Twenty-five years after the end of Kosovo war, Roma refuges that fled to Serbia still struggle to obtain social inclusion and equal opportunities, and even personal documents, a new report says.
Many Roma people who fled Kosovo for Serbia after the Kosovo war in 1999 still feel the consequences in terms of their social exclusion from society, poor financial situation and mental health, the Krusevac-based Association Romani Asvin, an NGO, says.
Its new report draws on the experiences of Roma refugees from Kosovo now living in Nis, Vranje and Bujanovac and was made based on interviews with 67 people.
Research author Bojan Brankovic said that, “as far as health and psychosocial consequences are concerned, post-traumatic stress disorder is noted, through trauma, states of anxiety and loss of security.
“There was no social and health protection [for them] at the time of their arrival [in Serbia], and they only managed to acquire some rights later. Even today, many of them live without personal documents,“ Brankovic said on Friday at the presentation of the report in Nis.
These Roma now living in Bujanovac or Vranje, Brankovic says, claimed that in Kosovo “they were forced to leave their houses within about 10 minutes, at gunpoint.
“There was no social support for them when arriving [in Serbia],” Brankovic said, adding that some of them still have problems with registration on civil registers.
The president of the Association Romani Asvin, Alma Kajtazi, said the core idea of the project was to present “a realistic picture of the Roma men and women who were displaced from Kosovo.
“In general, Roma men and women are not accepted in [Serbian] society as a community, and when it comes to Roma men and women displaced from Kosovo, they have an even bigger problem, because they are not accepted either by their own community or by the majority community,” Kajtazi said.
In March 1999, NATO launched an air campaign against Yugoslavia to force President Slobodan Milosevic to withdraw military forces from Kosovo, which had conducted widespread ethnic cleansing and killings of Kosovo Albanian civilians.
The campaign ended on June 10, 1999, after the signing of the Kumanovo Agreement and the adoption of UN Security Council Resolution 1244. This was followed by the withdrawal of all Yugoslav military forces from Kosovo and the arrival of 36,000 international peacekeepers.
Many ordinary Kosovo Serbs left along with the military forces withdrawing from Kosovo but the number of Roma who left Kosovo has never been established.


## EXERCISE INSTRUCTIONS
For each line below with the word "value", write out a copy.

= Beginning of Section =

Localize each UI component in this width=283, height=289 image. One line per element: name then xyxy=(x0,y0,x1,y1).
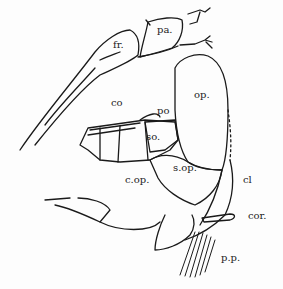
coracoid-outline xyxy=(202,214,235,222)
label-opercle: op. xyxy=(194,90,210,100)
lower-jaw-outline xyxy=(45,198,160,230)
label-coracoid: cor. xyxy=(248,211,266,221)
label-suborbital: so. xyxy=(146,132,160,142)
label-cleithrum: cl xyxy=(243,175,252,185)
label-subopercle: s.op. xyxy=(173,163,197,173)
label-postorbital: po xyxy=(157,106,169,116)
label-parietal: pa. xyxy=(157,25,173,35)
bone-outlines xyxy=(0,0,283,289)
label-cheek-opercle: c.op. xyxy=(125,175,149,185)
pectoral-girdle-outline xyxy=(155,215,194,250)
diagram-canvas: fr. pa. op. co po so. s.op. c.op. cl cor… xyxy=(0,0,283,289)
label-circumorbital: co xyxy=(111,98,123,108)
opercle-outline xyxy=(175,55,228,170)
label-frontal: fr. xyxy=(113,40,124,50)
label-pectoral-fin: p.p. xyxy=(221,253,240,263)
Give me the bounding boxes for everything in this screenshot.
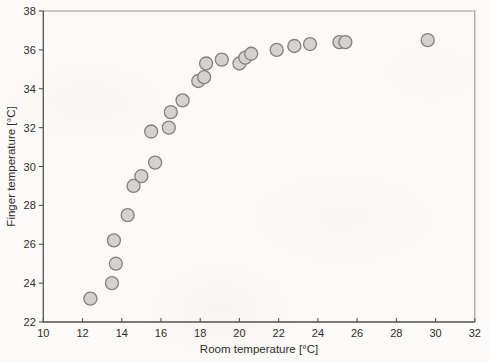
y-tick-label: 32 [24,122,36,134]
data-point [149,156,162,169]
data-point [105,277,118,290]
data-point [107,234,120,247]
data-point [109,257,122,270]
x-tick-label: 22 [273,327,285,339]
data-point [270,43,283,56]
y-tick-label: 22 [24,316,36,328]
y-tick-label: 26 [24,238,36,250]
y-tick-label: 24 [24,277,36,289]
y-tick-label: 30 [24,161,36,173]
x-tick-label: 16 [155,327,167,339]
x-tick-label: 18 [194,327,206,339]
x-tick-label: 20 [233,327,245,339]
data-point [162,121,175,134]
y-tick-label: 36 [24,44,36,56]
x-tick-label: 12 [76,327,88,339]
y-tick-label: 28 [24,199,36,211]
data-point [176,94,189,107]
axis-lines [43,11,475,322]
data-point [288,39,301,52]
plot-box-top-right [43,11,475,322]
x-tick-label: 30 [429,327,441,339]
x-tick-label: 14 [116,327,128,339]
x-tick-label: 24 [312,327,324,339]
y-tick-label: 34 [24,83,36,95]
data-point [164,106,177,119]
scatter-figure: 1012141618202224262830322224262830323436… [0,0,489,363]
x-tick-label: 26 [351,327,363,339]
data-point [198,71,211,84]
data-point [135,170,148,183]
data-point [215,53,228,66]
scatter-plot: 1012141618202224262830322224262830323436… [0,0,489,363]
data-point [200,57,213,70]
y-axis-title: Finger temperature [°C] [5,106,17,226]
x-tick-label: 10 [37,327,49,339]
data-point [145,125,158,138]
x-tick-label: 32 [469,327,481,339]
data-point [304,38,317,51]
x-tick-label: 28 [390,327,402,339]
x-axis-title: Room temperature [°C] [200,343,318,355]
data-point [245,47,258,60]
data-point [421,34,434,47]
data-point [121,209,134,222]
data-point [84,292,97,305]
data-point [339,36,352,49]
y-tick-label: 38 [24,5,36,17]
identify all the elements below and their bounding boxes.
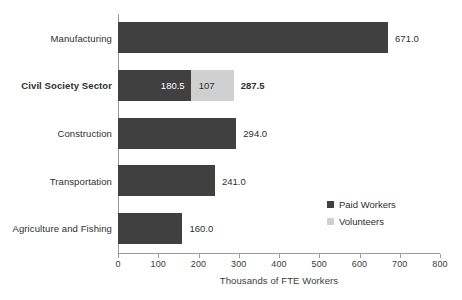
bar-total-value-label: 160.0 (189, 223, 213, 234)
bar-row: Construction294.0 (0, 118, 462, 149)
legend-swatch-icon-volunteers (327, 218, 334, 225)
bar-total-value-label: 671.0 (395, 32, 419, 43)
bar-row: Transportation241.0 (0, 165, 462, 196)
bar-segment-paid-workers[interactable] (118, 165, 215, 196)
x-tick-mark (239, 254, 240, 258)
legend-label-volunteers: Volunteers (339, 216, 384, 227)
x-tick-mark (118, 254, 119, 258)
x-tick-label: 400 (271, 259, 287, 269)
x-tick-label: 800 (432, 259, 448, 269)
segment-value-label-volunteers: 107 (199, 80, 215, 91)
x-tick-mark (199, 254, 200, 258)
legend-swatch-icon-paid-workers (327, 201, 334, 208)
bar-total-value-label: 241.0 (222, 175, 246, 186)
bar-segment-paid-workers[interactable] (118, 213, 182, 244)
bar-total-value-label: 294.0 (243, 128, 267, 139)
x-tick-label: 100 (150, 259, 166, 269)
x-tick-label: 300 (231, 259, 247, 269)
x-tick-mark (400, 254, 401, 258)
x-axis-title: Thousands of FTE Workers (118, 275, 440, 286)
category-label: Agriculture and Fishing (0, 223, 112, 234)
category-label: Transportation (0, 175, 112, 186)
bar-total-value-label: 287.5 (241, 80, 265, 91)
bar-segment-paid-workers[interactable] (118, 118, 236, 149)
legend-item-paid-workers: Paid Workers (327, 196, 396, 213)
bar-chart: 0100200300400500600700800 Thousands of F… (0, 0, 462, 300)
x-tick-mark (440, 254, 441, 258)
legend-item-volunteers: Volunteers (327, 213, 396, 230)
x-tick-mark (360, 254, 361, 258)
category-label: Manufacturing (0, 32, 112, 43)
x-tick-label: 600 (352, 259, 368, 269)
legend-label-paid-workers: Paid Workers (339, 199, 396, 210)
x-tick-mark (158, 254, 159, 258)
category-label: Construction (0, 128, 112, 139)
bar-segment-paid-workers[interactable] (118, 22, 388, 53)
bar-segment-volunteers[interactable]: 107 (191, 70, 234, 101)
x-tick-label: 200 (191, 259, 207, 269)
chart-legend: Paid Workers Volunteers (327, 196, 396, 230)
x-tick-label: 500 (311, 259, 327, 269)
x-tick-label: 700 (392, 259, 408, 269)
bar-row: Civil Society Sector180.5107287.5 (0, 70, 462, 101)
bar-segment-paid-workers[interactable]: 180.5 (118, 70, 191, 101)
segment-value-label-paid: 180.5 (161, 80, 185, 91)
bar-row: Manufacturing671.0 (0, 22, 462, 53)
x-tick-label: 0 (115, 259, 120, 269)
category-label: Civil Society Sector (0, 80, 112, 91)
x-tick-mark (319, 254, 320, 258)
x-tick-mark (279, 254, 280, 258)
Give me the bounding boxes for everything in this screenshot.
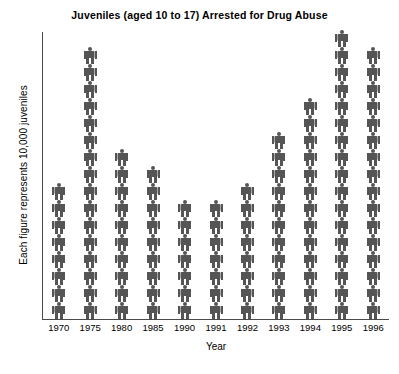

= End of Section =

## SOLUTION TO THIS PROBLEM
bar-total-value-label: 160.0 (189, 223, 213, 234)
bar-total-value-label: 671.0 (395, 32, 419, 43)
segment-value-label-volunteers: 107 (199, 80, 215, 91)
bar-total-value-label: 241.0 (222, 175, 246, 186)
bar-total-value-label: 294.0 (243, 128, 267, 139)
bar-total-value-label: 287.5 (241, 80, 265, 91)
segment-value-label-paid: 180.5 (161, 80, 185, 91)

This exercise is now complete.